** What is needed **
Can you retype every record below exactly as written?

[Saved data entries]
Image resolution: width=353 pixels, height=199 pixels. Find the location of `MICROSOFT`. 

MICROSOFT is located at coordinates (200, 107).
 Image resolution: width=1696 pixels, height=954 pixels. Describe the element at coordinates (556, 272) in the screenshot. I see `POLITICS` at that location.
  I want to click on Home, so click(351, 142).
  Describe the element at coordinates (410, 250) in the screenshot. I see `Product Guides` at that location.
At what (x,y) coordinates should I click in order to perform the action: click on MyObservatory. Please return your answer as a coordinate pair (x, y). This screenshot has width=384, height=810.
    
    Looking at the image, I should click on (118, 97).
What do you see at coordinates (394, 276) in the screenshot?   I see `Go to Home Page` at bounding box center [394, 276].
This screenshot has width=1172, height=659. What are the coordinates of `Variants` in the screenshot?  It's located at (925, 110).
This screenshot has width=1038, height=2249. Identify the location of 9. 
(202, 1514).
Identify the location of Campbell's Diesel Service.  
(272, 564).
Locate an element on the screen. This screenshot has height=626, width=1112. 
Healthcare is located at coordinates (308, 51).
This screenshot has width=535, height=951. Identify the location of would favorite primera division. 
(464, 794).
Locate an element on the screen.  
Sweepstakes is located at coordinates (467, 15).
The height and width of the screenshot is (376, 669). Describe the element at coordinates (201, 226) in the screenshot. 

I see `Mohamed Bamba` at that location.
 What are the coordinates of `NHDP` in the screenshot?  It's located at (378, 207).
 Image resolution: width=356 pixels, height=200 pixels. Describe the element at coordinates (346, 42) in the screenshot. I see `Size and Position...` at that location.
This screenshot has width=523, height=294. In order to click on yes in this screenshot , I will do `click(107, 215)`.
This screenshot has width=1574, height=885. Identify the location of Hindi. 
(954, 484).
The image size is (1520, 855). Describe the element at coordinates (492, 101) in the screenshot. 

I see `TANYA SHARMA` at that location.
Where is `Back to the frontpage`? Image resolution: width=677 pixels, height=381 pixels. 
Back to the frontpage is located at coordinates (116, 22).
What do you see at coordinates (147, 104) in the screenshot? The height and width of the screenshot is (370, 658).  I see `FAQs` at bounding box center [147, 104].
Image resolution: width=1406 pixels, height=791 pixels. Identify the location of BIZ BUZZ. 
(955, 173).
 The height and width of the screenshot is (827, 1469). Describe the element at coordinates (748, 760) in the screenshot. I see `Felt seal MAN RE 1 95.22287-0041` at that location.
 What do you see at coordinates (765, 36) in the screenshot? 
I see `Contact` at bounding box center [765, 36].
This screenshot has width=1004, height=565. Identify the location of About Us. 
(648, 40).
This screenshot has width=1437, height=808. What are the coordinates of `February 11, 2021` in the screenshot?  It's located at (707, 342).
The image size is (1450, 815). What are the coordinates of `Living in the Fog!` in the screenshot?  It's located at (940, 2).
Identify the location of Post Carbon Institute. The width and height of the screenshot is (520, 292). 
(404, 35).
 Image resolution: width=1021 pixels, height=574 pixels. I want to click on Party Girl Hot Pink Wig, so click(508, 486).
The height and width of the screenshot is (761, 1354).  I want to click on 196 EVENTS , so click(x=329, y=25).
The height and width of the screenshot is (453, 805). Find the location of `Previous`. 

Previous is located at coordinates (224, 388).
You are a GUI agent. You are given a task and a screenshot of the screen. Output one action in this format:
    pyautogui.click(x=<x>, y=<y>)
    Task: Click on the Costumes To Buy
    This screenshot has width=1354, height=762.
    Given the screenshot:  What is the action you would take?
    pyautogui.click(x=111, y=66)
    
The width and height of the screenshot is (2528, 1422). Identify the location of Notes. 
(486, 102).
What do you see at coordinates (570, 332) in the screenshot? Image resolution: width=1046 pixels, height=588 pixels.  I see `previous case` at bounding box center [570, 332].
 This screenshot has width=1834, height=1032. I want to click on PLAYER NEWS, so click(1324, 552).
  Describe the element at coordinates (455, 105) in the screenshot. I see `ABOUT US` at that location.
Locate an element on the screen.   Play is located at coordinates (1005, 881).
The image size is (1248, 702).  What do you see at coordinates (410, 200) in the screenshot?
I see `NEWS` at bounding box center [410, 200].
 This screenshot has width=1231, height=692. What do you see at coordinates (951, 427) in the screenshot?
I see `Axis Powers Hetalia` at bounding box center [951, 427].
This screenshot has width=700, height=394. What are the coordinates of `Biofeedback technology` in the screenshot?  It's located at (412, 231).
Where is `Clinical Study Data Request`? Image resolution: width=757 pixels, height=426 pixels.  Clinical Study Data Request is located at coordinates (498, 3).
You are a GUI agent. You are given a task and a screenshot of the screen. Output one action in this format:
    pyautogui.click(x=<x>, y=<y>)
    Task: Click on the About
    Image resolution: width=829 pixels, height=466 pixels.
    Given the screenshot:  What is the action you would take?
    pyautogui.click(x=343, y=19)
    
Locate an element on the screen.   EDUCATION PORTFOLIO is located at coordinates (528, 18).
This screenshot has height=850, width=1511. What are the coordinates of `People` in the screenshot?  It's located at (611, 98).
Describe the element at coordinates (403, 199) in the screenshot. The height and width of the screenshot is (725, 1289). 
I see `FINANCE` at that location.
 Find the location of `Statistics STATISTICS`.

** Exercise output **
Image resolution: width=353 pixels, height=199 pixels. Find the location of `MICROSOFT`. 

MICROSOFT is located at coordinates (200, 107).
 Image resolution: width=1696 pixels, height=954 pixels. Describe the element at coordinates (556, 272) in the screenshot. I see `POLITICS` at that location.
  I want to click on Home, so click(351, 142).
  Describe the element at coordinates (410, 250) in the screenshot. I see `Product Guides` at that location.
At what (x,y) coordinates should I click in order to perform the action: click on MyObservatory. Please return your answer as a coordinate pair (x, y). This screenshot has width=384, height=810.
    
    Looking at the image, I should click on (118, 97).
What do you see at coordinates (394, 276) in the screenshot?   I see `Go to Home Page` at bounding box center [394, 276].
This screenshot has width=1172, height=659. What are the coordinates of `Variants` in the screenshot?  It's located at (925, 110).
This screenshot has width=1038, height=2249. Identify the location of 9. 
(202, 1514).
Identify the location of Campbell's Diesel Service.  
(272, 564).
Locate an element on the screen. This screenshot has height=626, width=1112. 
Healthcare is located at coordinates (308, 51).
This screenshot has width=535, height=951. Identify the location of would favorite primera division. 
(464, 794).
Locate an element on the screen.  
Sweepstakes is located at coordinates (467, 15).
The height and width of the screenshot is (376, 669). Describe the element at coordinates (201, 226) in the screenshot. 

I see `Mohamed Bamba` at that location.
 What are the coordinates of `NHDP` in the screenshot?  It's located at (378, 207).
 Image resolution: width=356 pixels, height=200 pixels. Describe the element at coordinates (346, 42) in the screenshot. I see `Size and Position...` at that location.
This screenshot has width=523, height=294. In order to click on yes in this screenshot , I will do `click(107, 215)`.
This screenshot has width=1574, height=885. Identify the location of Hindi. 
(954, 484).
The image size is (1520, 855). Describe the element at coordinates (492, 101) in the screenshot. 

I see `TANYA SHARMA` at that location.
Where is `Back to the frontpage`? Image resolution: width=677 pixels, height=381 pixels. 
Back to the frontpage is located at coordinates (116, 22).
What do you see at coordinates (147, 104) in the screenshot? The height and width of the screenshot is (370, 658).  I see `FAQs` at bounding box center [147, 104].
Image resolution: width=1406 pixels, height=791 pixels. Identify the location of BIZ BUZZ. 
(955, 173).
 The height and width of the screenshot is (827, 1469). Describe the element at coordinates (748, 760) in the screenshot. I see `Felt seal MAN RE 1 95.22287-0041` at that location.
 What do you see at coordinates (765, 36) in the screenshot? 
I see `Contact` at bounding box center [765, 36].
This screenshot has width=1004, height=565. Identify the location of About Us. 
(648, 40).
This screenshot has width=1437, height=808. What are the coordinates of `February 11, 2021` in the screenshot?  It's located at (707, 342).
The image size is (1450, 815). What are the coordinates of `Living in the Fog!` in the screenshot?  It's located at (940, 2).
Identify the location of Post Carbon Institute. The width and height of the screenshot is (520, 292). 
(404, 35).
 Image resolution: width=1021 pixels, height=574 pixels. I want to click on Party Girl Hot Pink Wig, so click(508, 486).
The height and width of the screenshot is (761, 1354).  I want to click on 196 EVENTS , so click(x=329, y=25).
The height and width of the screenshot is (453, 805). Find the location of `Previous`. 

Previous is located at coordinates (224, 388).
You are a GUI agent. You are given a task and a screenshot of the screen. Output one action in this format:
    pyautogui.click(x=<x>, y=<y>)
    Task: Click on the Costumes To Buy
    This screenshot has width=1354, height=762.
    Given the screenshot:  What is the action you would take?
    pyautogui.click(x=111, y=66)
    
The width and height of the screenshot is (2528, 1422). Identify the location of Notes. 
(486, 102).
What do you see at coordinates (570, 332) in the screenshot? Image resolution: width=1046 pixels, height=588 pixels.  I see `previous case` at bounding box center [570, 332].
 This screenshot has width=1834, height=1032. I want to click on PLAYER NEWS, so click(1324, 552).
  Describe the element at coordinates (455, 105) in the screenshot. I see `ABOUT US` at that location.
Locate an element on the screen.   Play is located at coordinates (1005, 881).
The image size is (1248, 702).  What do you see at coordinates (410, 200) in the screenshot?
I see `NEWS` at bounding box center [410, 200].
 This screenshot has width=1231, height=692. What do you see at coordinates (951, 427) in the screenshot?
I see `Axis Powers Hetalia` at bounding box center [951, 427].
This screenshot has width=700, height=394. What are the coordinates of `Biofeedback technology` in the screenshot?  It's located at (412, 231).
Where is `Clinical Study Data Request`? Image resolution: width=757 pixels, height=426 pixels.  Clinical Study Data Request is located at coordinates (498, 3).
You are a GUI agent. You are given a task and a screenshot of the screen. Output one action in this format:
    pyautogui.click(x=<x>, y=<y>)
    Task: Click on the About
    Image resolution: width=829 pixels, height=466 pixels.
    Given the screenshot:  What is the action you would take?
    pyautogui.click(x=343, y=19)
    
Locate an element on the screen.   EDUCATION PORTFOLIO is located at coordinates (528, 18).
This screenshot has height=850, width=1511. What are the coordinates of `People` in the screenshot?  It's located at (611, 98).
Describe the element at coordinates (403, 199) in the screenshot. The height and width of the screenshot is (725, 1289). 
I see `FINANCE` at that location.
 Find the location of `Statistics STATISTICS`.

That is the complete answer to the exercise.